Posts in the “scala” category

Scala-Style Logging with Grizzled-SLF4J

Problem: You want to add logging to an application in a more Scala-specific way than simply using SLF4J.

Solution

Grizzled-SLF4J is a thin wrapper around SLF4J that gives you logging in a more Scala-like way.

To get started with Grizzled-SLF4J, create a simple SBT project, then edit your build.sbt file so it has the dependencies you’ll need:

Thinking in Scala: The 'map' method

Thinking in Scala: The map method on the Scala collections classes is used to transform an input collection to an output collection using a transformation algorithm you supply. This is similar to the way an electricity transformer converts voltage from one purpose to another. The following examples come from the Scala Cookbook:

Scala: Saving/writing XML to a file

Problem: You want to write XML data to a file in a Scala application, such as saving application data or configuration information to a file.

Solution

Use the scala.xml.XML.save method to write a Scala literal to a file. Given this XML literal:

Scala: How to create XML literals

Problem: You want to create XML variables, and embed XML into your Scala code.

Solution

You can assign XML expressions directly to variables, as shown in these examples:

val hello = <p>Hello, world</p>
val p = <person><name>Edward</name><age>42</age></person>

In the REPL you can see that these variables are of type scala.xml.Elem:

How to mix Scala and XML to dynamically generate XML

Problem: You want to dynamically generate XML from your Scala source code, such as creating output for a SOAP web service.

Solution

A great feature of Scala’s XML support is that you can interweave XML and regular Scala source code together. This lets you dynamically generate XML from your Scala code.

To create XML with dynamic, embedded data, just put your Scala code in curly braces inside the XML tags, as shown in the following example:

Basic Scala XPath searching with \ and \\

Problem: When writing a Scala application, you want to search an XML tree for the data you need using XPath expressions.

Solution

Use the \ and \\ methods, which are analogous to the XPath / and // expressions. The \ method returns all matching elements directly under the current node, and \\ returns all matching elements from all nodes under the current node (all descendant nodes).

To demonstrate this difference, create this XML literal:

The Play Framework, MySQL, currency, decimal fields, and BigDecimal types

I’m currently working on a Play Framework server-side application that handles money/currency. (The application UI uses Sencha ExtJS, but that doesn’t matter for this example.)

From past experience I know that this means I need to use a decimal field in my MySQL database table. (MySQL also lets you declare this field type as numeric.) I further know that the MySQL JDBC driver uses a java.math.BigDecimal field to insert and select from this field type.

How to run Play Framework model methods from the Play console

Here’s a quick look at how to run Play Framework “model” methods from the Play console. In my case, my model methods are Anorm database access methods, but you may be accessing MongoDB, Cassandra, CouchDB, whatever.

First, move to your Play application directory and start the Play interpreter:

$ play

Then start the Play console:

[MyApp] $ console

Your prompt will now look like this:

Scala type annotations (and ascription)

Summary: A discussion of Scala type annotations and type ascription.

While Scala normally determines the type you want to use automatically, such as this Int:

scala> val x = 1
x: Int = 1

there may be times you want to control the type, such as if you want a Byte, Short, Long, Double, Float, etc. In these cases you can annotate your type when you create it, like this:

Wanted: Scala Cookbook reviewers

UPDATE: I originally posted this article in January, 2013, and it's now mid-February, 2013, and we're no longer looking for reviewers. I've only kept this page here so people won't get 404 errors.

OLD CONTENT:

Interested in being a reviewer for the Scala Cookbook?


→ **ACTION ITEM**
Set down the data below without change, skipping the pictures it holds.

[Stored items from a collection]
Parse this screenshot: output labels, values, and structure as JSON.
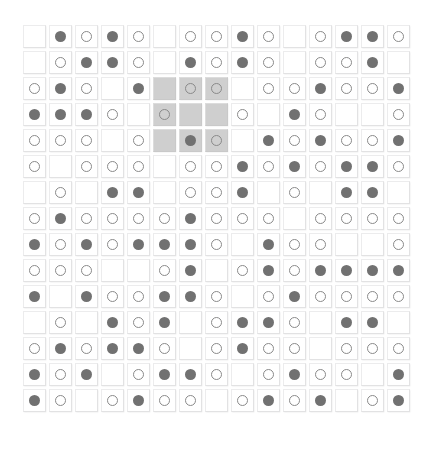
{
  "figure": {
    "name": "tile-grid-puzzle",
    "kind": "grid-of-tiles",
    "rows": 15,
    "columns": 15,
    "cell_pitch_px": 26,
    "tile_size_px": 23,
    "background_color": "#ffffff",
    "colors": {
      "tile_face": "#ffffff",
      "tile_border": "#ececed",
      "tile_shadow": "rgba(150,150,152,0.30)",
      "highlight_face": "#cfcfcf",
      "filled_dot": "#717171",
      "open_ring_stroke": "#8a8a8a"
    },
    "legend": [
      {
        "symbol": "filled",
        "label": "filled dot"
      },
      {
        "symbol": "open",
        "label": "open ring"
      },
      {
        "symbol": "empty",
        "label": "blank tile"
      }
    ],
    "highlight_region": {
      "label": "3x3 shaded block",
      "row_start": 3,
      "row_end": 5,
      "col_start": 6,
      "col_end": 8,
      "fill": "#cfcfcf"
    }
  },
  "grid": {
    "cells": [
      [
        "empty",
        "filled",
        "open",
        "filled",
        "open",
        "empty",
        "open",
        "open",
        "filled",
        "open",
        "empty",
        "open",
        "filled",
        "filled",
        "open"
      ],
      [
        "empty",
        "open",
        "filled",
        "filled",
        "open",
        "empty",
        "filled",
        "open",
        "filled",
        "open",
        "empty",
        "open",
        "open",
        "filled",
        "empty"
      ],
      [
        "open",
        "filled",
        "open",
        "empty",
        "filled",
        "empty",
        "open",
        "open",
        "empty",
        "open",
        "open",
        "filled",
        "open",
        "open",
        "filled"
      ],
      [
        "filled",
        "filled",
        "filled",
        "open",
        "empty",
        "open",
        "empty",
        "empty",
        "open",
        "empty",
        "filled",
        "open",
        "empty",
        "empty",
        "open"
      ],
      [
        "open",
        "open",
        "open",
        "empty",
        "open",
        "empty",
        "filled",
        "open",
        "empty",
        "filled",
        "open",
        "filled",
        "open",
        "open",
        "filled"
      ],
      [
        "open",
        "empty",
        "open",
        "open",
        "open",
        "empty",
        "open",
        "open",
        "filled",
        "open",
        "filled",
        "open",
        "filled",
        "filled",
        "open"
      ],
      [
        "empty",
        "open",
        "empty",
        "filled",
        "filled",
        "empty",
        "open",
        "open",
        "filled",
        "empty",
        "open",
        "empty",
        "filled",
        "filled",
        "empty"
      ],
      [
        "open",
        "filled",
        "open",
        "open",
        "open",
        "open",
        "filled",
        "open",
        "open",
        "open",
        "empty",
        "open",
        "open",
        "open",
        "open"
      ],
      [
        "filled",
        "open",
        "filled",
        "open",
        "filled",
        "filled",
        "filled",
        "open",
        "empty",
        "filled",
        "open",
        "open",
        "empty",
        "empty",
        "open"
      ],
      [
        "open",
        "open",
        "open",
        "empty",
        "empty",
        "open",
        "filled",
        "empty",
        "open",
        "filled",
        "open",
        "filled",
        "filled",
        "filled",
        "filled"
      ],
      [
        "filled",
        "empty",
        "filled",
        "open",
        "open",
        "filled",
        "filled",
        "open",
        "empty",
        "open",
        "filled",
        "open",
        "open",
        "open",
        "open"
      ],
      [
        "empty",
        "open",
        "empty",
        "filled",
        "open",
        "filled",
        "empty",
        "open",
        "filled",
        "filled",
        "open",
        "empty",
        "filled",
        "filled",
        "empty"
      ],
      [
        "open",
        "filled",
        "open",
        "filled",
        "filled",
        "open",
        "empty",
        "open",
        "filled",
        "open",
        "open",
        "empty",
        "open",
        "open",
        "open"
      ],
      [
        "filled",
        "open",
        "filled",
        "empty",
        "open",
        "filled",
        "filled",
        "open",
        "empty",
        "open",
        "filled",
        "open",
        "open",
        "empty",
        "filled"
      ],
      [
        "filled",
        "open",
        "empty",
        "open",
        "filled",
        "open",
        "open",
        "empty",
        "open",
        "filled",
        "open",
        "filled",
        "empty",
        "open",
        "filled"
      ]
    ],
    "highlighted_cells": [
      [
        3,
        6
      ],
      [
        3,
        7
      ],
      [
        3,
        8
      ],
      [
        4,
        6
      ],
      [
        4,
        7
      ],
      [
        4,
        8
      ],
      [
        5,
        6
      ],
      [
        5,
        7
      ],
      [
        5,
        8
      ]
    ]
  }
}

→ **OUTPUT**
Parse this screenshot: output labels, values, and structure as JSON.
{
  "figure": {
    "name": "tile-grid-puzzle",
    "kind": "grid-of-tiles",
    "rows": 15,
    "columns": 15,
    "cell_pitch_px": 26,
    "tile_size_px": 23,
    "background_color": "#ffffff",
    "colors": {
      "tile_face": "#ffffff",
      "tile_border": "#ececed",
      "tile_shadow": "rgba(150,150,152,0.30)",
      "highlight_face": "#cfcfcf",
      "filled_dot": "#717171",
      "open_ring_stroke": "#8a8a8a"
    },
    "legend": [
      {
        "symbol": "filled",
        "label": "filled dot"
      },
      {
        "symbol": "open",
        "label": "open ring"
      },
      {
        "symbol": "empty",
        "label": "blank tile"
      }
    ],
    "highlight_region": {
      "label": "3x3 shaded block",
      "row_start": 3,
      "row_end": 5,
      "col_start": 6,
      "col_end": 8,
      "fill": "#cfcfcf"
    }
  },
  "grid": {
    "cells": [
      [
        "empty",
        "filled",
        "open",
        "filled",
        "open",
        "empty",
        "open",
        "open",
        "filled",
        "open",
        "empty",
        "open",
        "filled",
        "filled",
        "open"
      ],
      [
        "empty",
        "open",
        "filled",
        "filled",
        "open",
        "empty",
        "filled",
        "open",
        "filled",
        "open",
        "empty",
        "open",
        "open",
        "filled",
        "empty"
      ],
      [
        "open",
        "filled",
        "open",
        "empty",
        "filled",
        "empty",
        "open",
        "open",
        "empty",
        "open",
        "open",
        "filled",
        "open",
        "open",
        "filled"
      ],
      [
        "filled",
        "filled",
        "filled",
        "open",
        "empty",
        "open",
        "empty",
        "empty",
        "open",
        "empty",
        "filled",
        "open",
        "empty",
        "empty",
        "open"
      ],
      [
        "open",
        "open",
        "open",
        "empty",
        "open",
        "empty",
        "filled",
        "open",
        "empty",
        "filled",
        "open",
        "filled",
        "open",
        "open",
        "filled"
      ],
      [
        "open",
        "empty",
        "open",
        "open",
        "open",
        "empty",
        "open",
        "open",
        "filled",
        "open",
        "filled",
        "open",
        "filled",
        "filled",
        "open"
      ],
      [
        "empty",
        "open",
        "empty",
        "filled",
        "filled",
        "empty",
        "open",
        "open",
        "filled",
        "empty",
        "open",
        "empty",
        "filled",
        "filled",
        "empty"
      ],
      [
        "open",
        "filled",
        "open",
        "open",
        "open",
        "open",
        "filled",
        "open",
        "open",
        "open",
        "empty",
        "open",
        "open",
        "open",
        "open"
      ],
      [
        "filled",
        "open",
        "filled",
        "open",
        "filled",
        "filled",
        "filled",
        "open",
        "empty",
        "filled",
        "open",
        "open",
        "empty",
        "empty",
        "open"
      ],
      [
        "open",
        "open",
        "open",
        "empty",
        "empty",
        "open",
        "filled",
        "empty",
        "open",
        "filled",
        "open",
        "filled",
        "filled",
        "filled",
        "filled"
      ],
      [
        "filled",
        "empty",
        "filled",
        "open",
        "open",
        "filled",
        "filled",
        "open",
        "empty",
        "open",
        "filled",
        "open",
        "open",
        "open",
        "open"
      ],
      [
        "empty",
        "open",
        "empty",
        "filled",
        "open",
        "filled",
        "empty",
        "open",
        "filled",
        "filled",
        "open",
        "empty",
        "filled",
        "filled",
        "empty"
      ],
      [
        "open",
        "filled",
        "open",
        "filled",
        "filled",
        "open",
        "empty",
        "open",
        "filled",
        "open",
        "open",
        "empty",
        "open",
        "open",
        "open"
      ],
      [
        "filled",
        "open",
        "filled",
        "empty",
        "open",
        "filled",
        "filled",
        "open",
        "empty",
        "open",
        "filled",
        "open",
        "open",
        "empty",
        "filled"
      ],
      [
        "filled",
        "open",
        "empty",
        "open",
        "filled",
        "open",
        "open",
        "empty",
        "open",
        "filled",
        "open",
        "filled",
        "empty",
        "open",
        "filled"
      ]
    ],
    "highlighted_cells": [
      [
        3,
        6
      ],
      [
        3,
        7
      ],
      [
        3,
        8
      ],
      [
        4,
        6
      ],
      [
        4,
        7
      ],
      [
        4,
        8
      ],
      [
        5,
        6
      ],
      [
        5,
        7
      ],
      [
        5,
        8
      ]
    ]
  }
}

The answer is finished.